## TASK TO COMPLETE:
Within the records that follow, restate exactly the lines from the line with "This screenshot has width=644, height=320." down to the line with "This screenshot has width=532, height=399.", including both. Omit the pictures.

## RECORDS SUPPLIED:
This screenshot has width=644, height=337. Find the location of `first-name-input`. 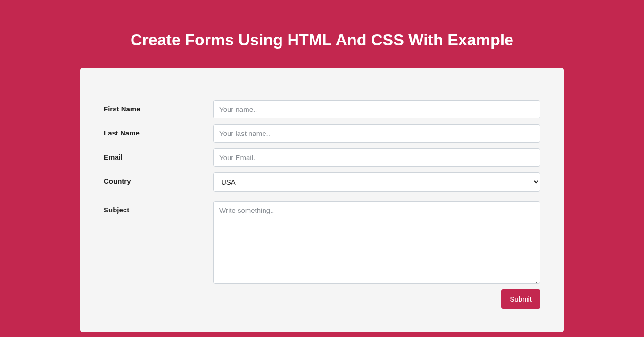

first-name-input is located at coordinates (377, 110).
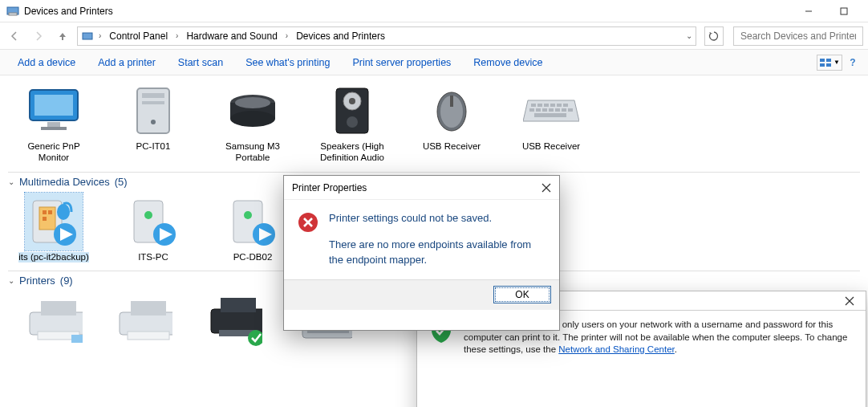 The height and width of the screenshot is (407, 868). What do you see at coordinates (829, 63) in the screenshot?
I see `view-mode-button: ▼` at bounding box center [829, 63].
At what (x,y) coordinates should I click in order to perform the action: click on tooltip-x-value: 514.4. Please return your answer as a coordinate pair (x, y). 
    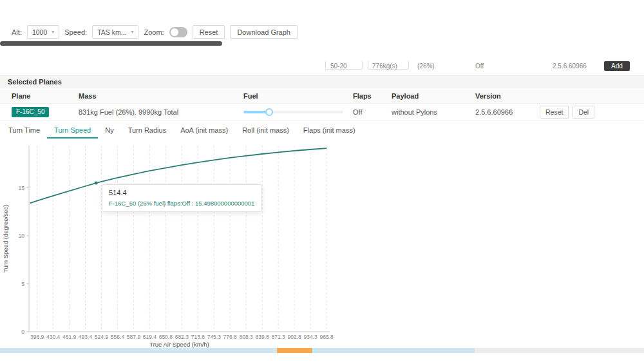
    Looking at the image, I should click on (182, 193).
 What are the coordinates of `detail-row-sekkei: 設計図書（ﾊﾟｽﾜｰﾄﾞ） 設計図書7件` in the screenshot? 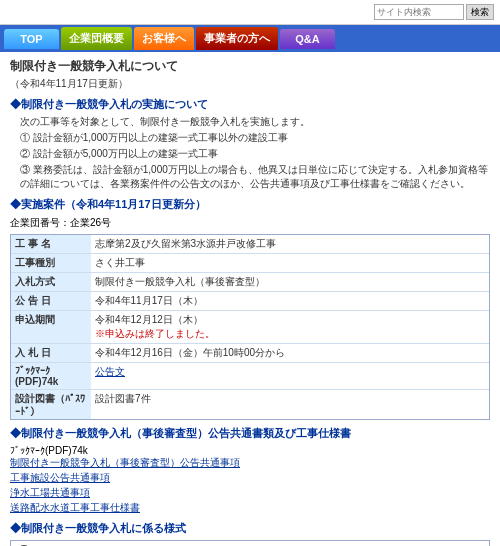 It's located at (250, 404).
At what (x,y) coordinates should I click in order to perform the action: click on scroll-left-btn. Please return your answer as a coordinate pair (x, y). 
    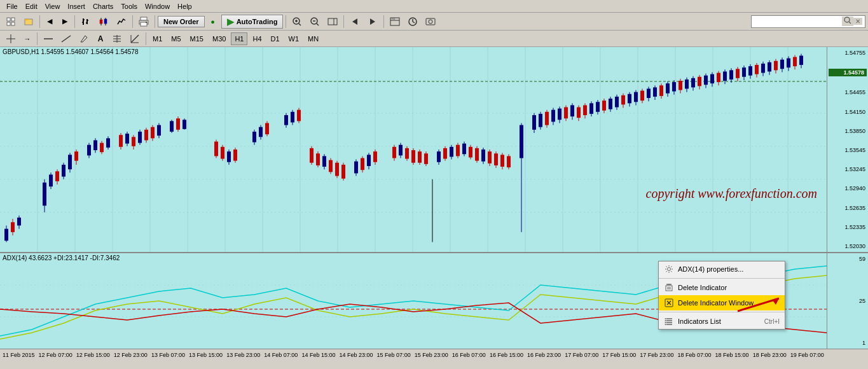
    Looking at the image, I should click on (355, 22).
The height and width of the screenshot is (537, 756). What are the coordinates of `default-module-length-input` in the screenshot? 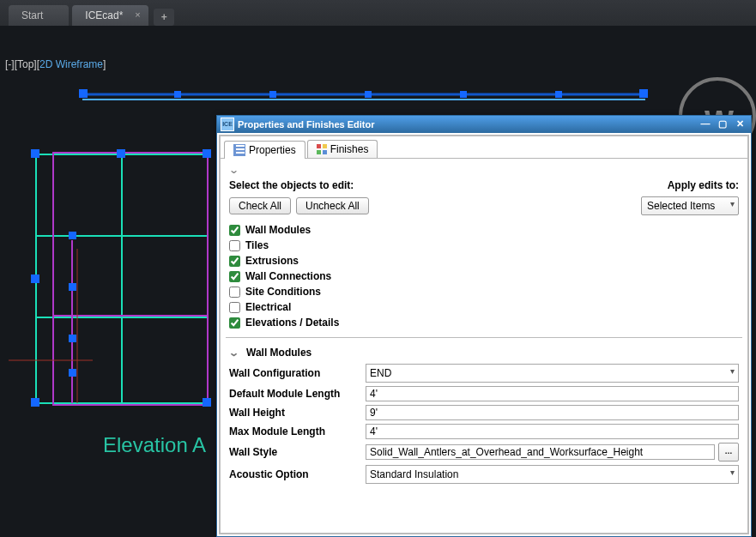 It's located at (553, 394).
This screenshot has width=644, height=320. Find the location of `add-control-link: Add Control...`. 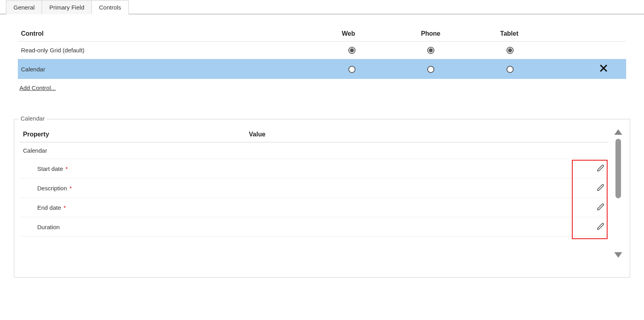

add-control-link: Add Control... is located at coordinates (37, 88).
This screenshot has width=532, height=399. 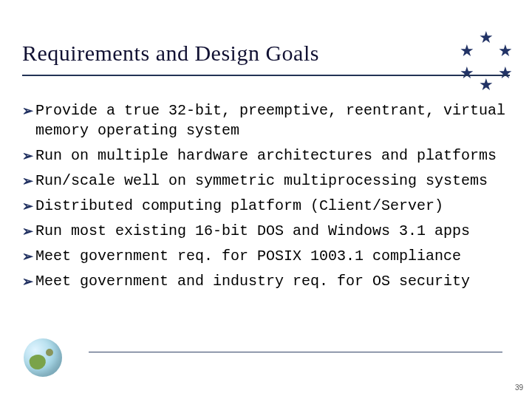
* * *
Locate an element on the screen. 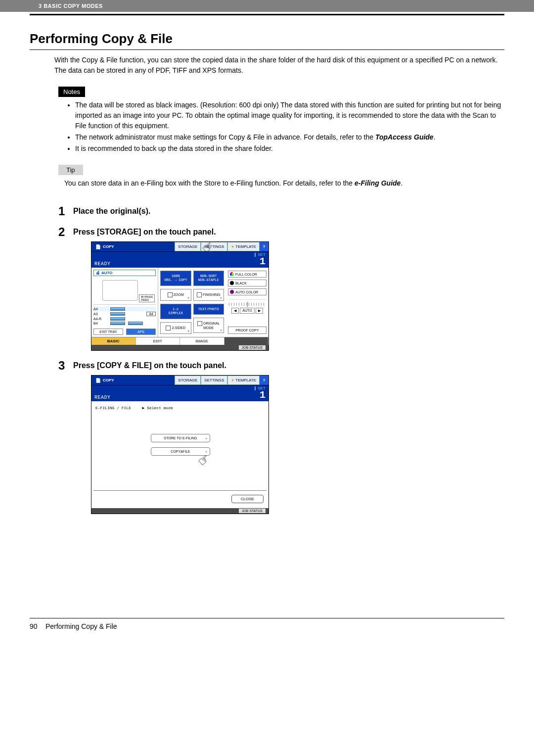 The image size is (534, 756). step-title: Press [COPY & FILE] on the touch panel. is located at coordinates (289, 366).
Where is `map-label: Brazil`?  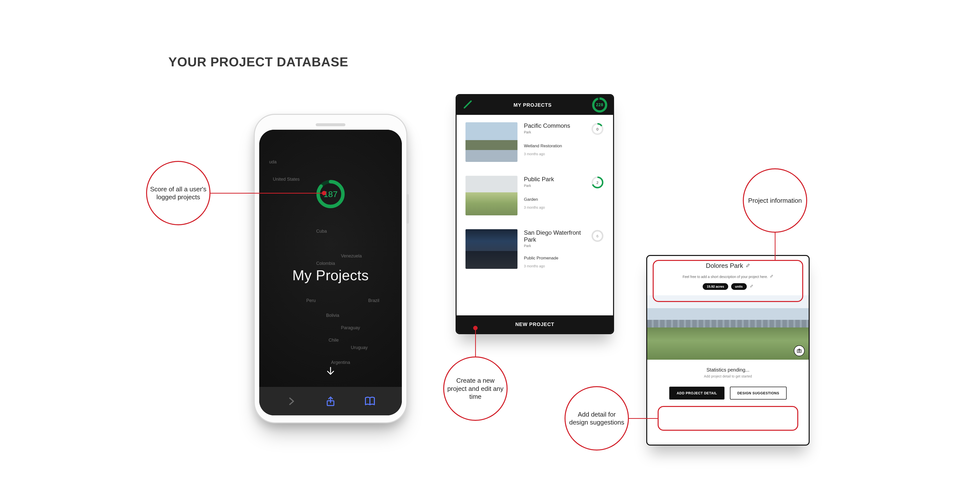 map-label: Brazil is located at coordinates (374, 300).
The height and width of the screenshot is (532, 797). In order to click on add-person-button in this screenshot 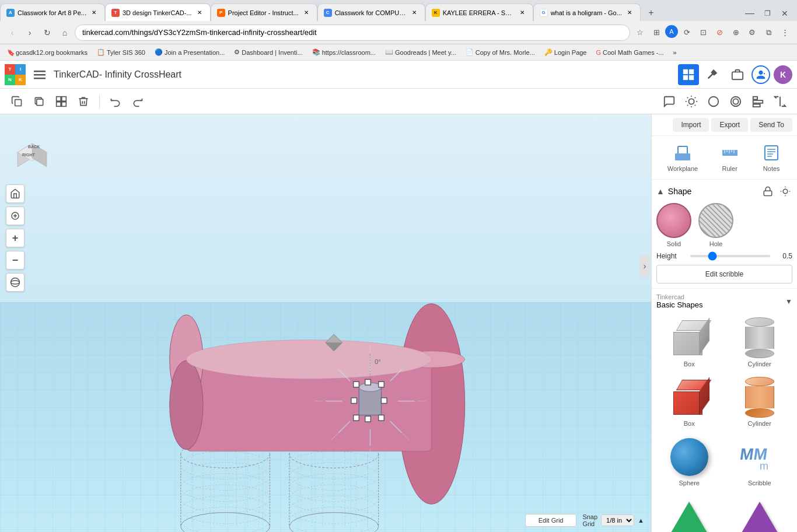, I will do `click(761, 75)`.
...
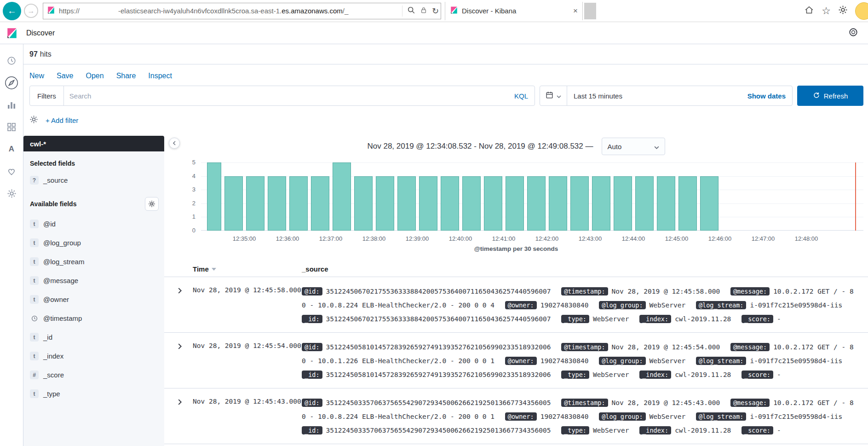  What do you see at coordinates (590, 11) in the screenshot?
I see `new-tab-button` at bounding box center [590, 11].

## ANSWER TO THIS TASK:
This screenshot has width=644, height=320. Find the location of `add-control-link: Add Control...`. 

add-control-link: Add Control... is located at coordinates (37, 88).
This screenshot has width=532, height=399. 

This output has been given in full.